Abstract

Parents’ involvement patterns serve as a catalyst to their children’s moral development (Bandura, 1991). Yet, sport culture may convolute parents’ authentic ability to socialize their children’s moral development within a compliant structure focused on performance excellence (Hughes & Coakley, 1991). The purpose of the current study was to examine how parents conceptualize morality while entrenched in a conformity-driven elite youth ice hockey environment. The following research question was explored: how do parents ascribe meaning to, and learn the behavioral representations of, moral and immoral behaviors in youth ice hockey?

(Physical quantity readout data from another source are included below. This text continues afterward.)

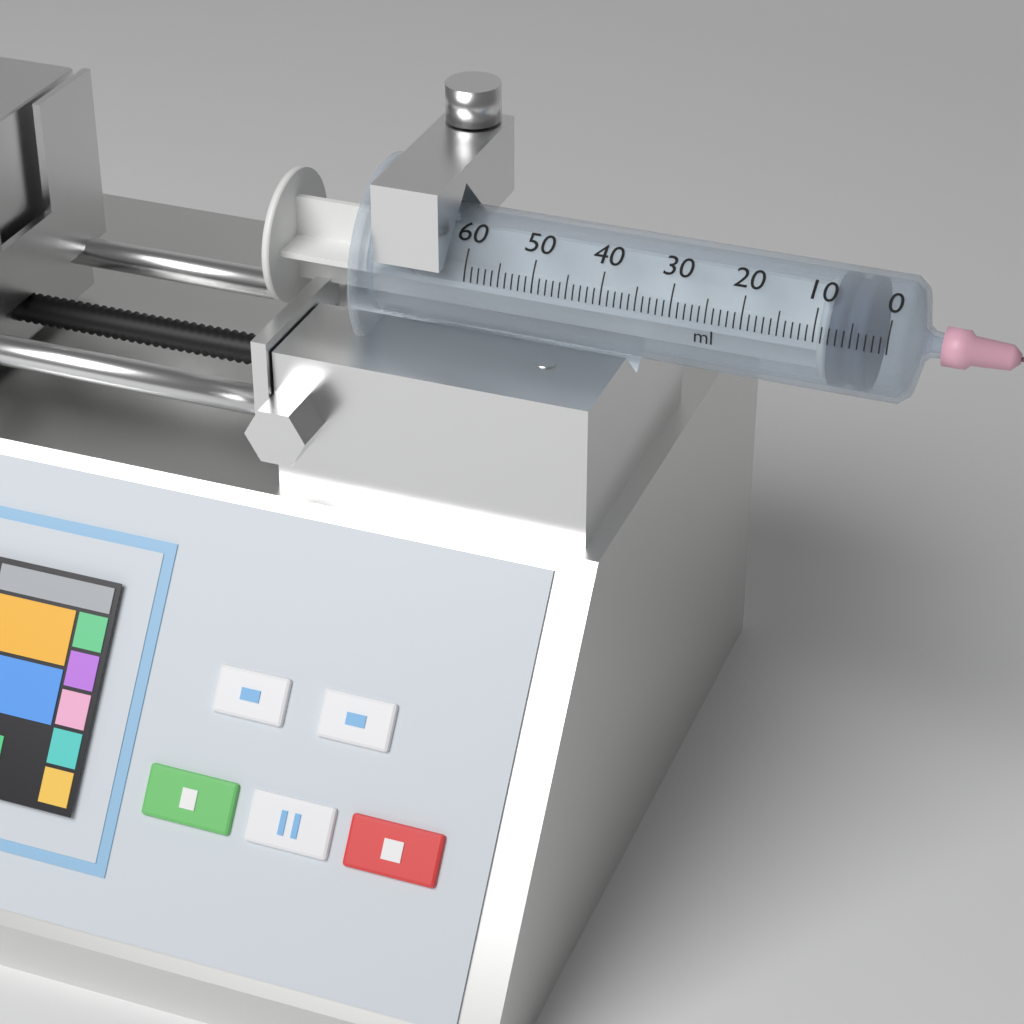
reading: 3 ml
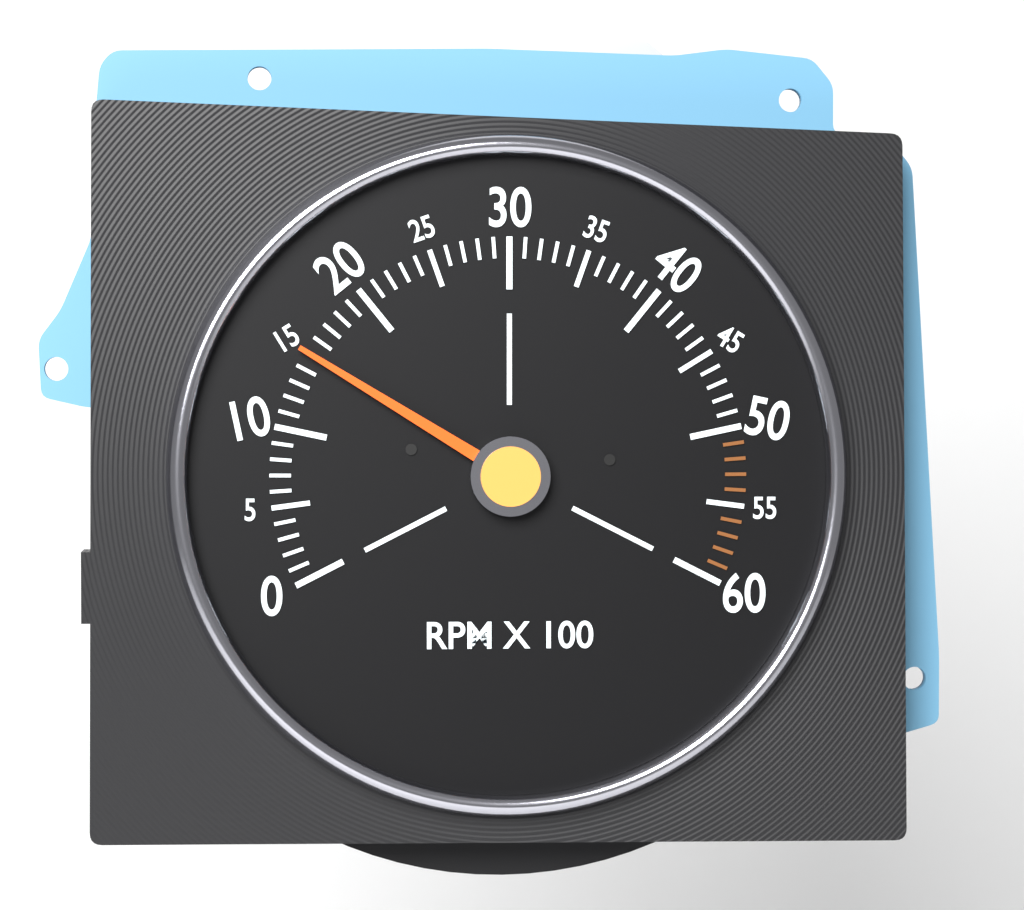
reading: 1500 RPM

Parents’ (N = 8, Mage = 53.13) perspectives of morality and immorality were explored within the culture of elite youth hockey through individual semi-structured interviews. A transcendental phenomenological approach was implemented to identify both textural and structural experiences parents used to derive their perceptions of morality and immorality in youth ice hockey (Creswell & Poth, 2018). Results exemplify how normative standards socialized through various dimensions of hockey culture obscured parents’ perceptions of morality and immorality through “relatively conscious” acceptance of socialized norms. Findings highlight the socialization processes that parents use to develop their conceptions of morality by overconforming to the normative standards valorized through the youth hockey sport ethic (Hughes & Coakley, 1991). The “relative consciousness” findings reflected how parents transformed their moral conceptions paralleled with youth hockey culture’s delineation of moral norms and values (Burry & Fiset, 2022; Hughes & Coakley, 1991).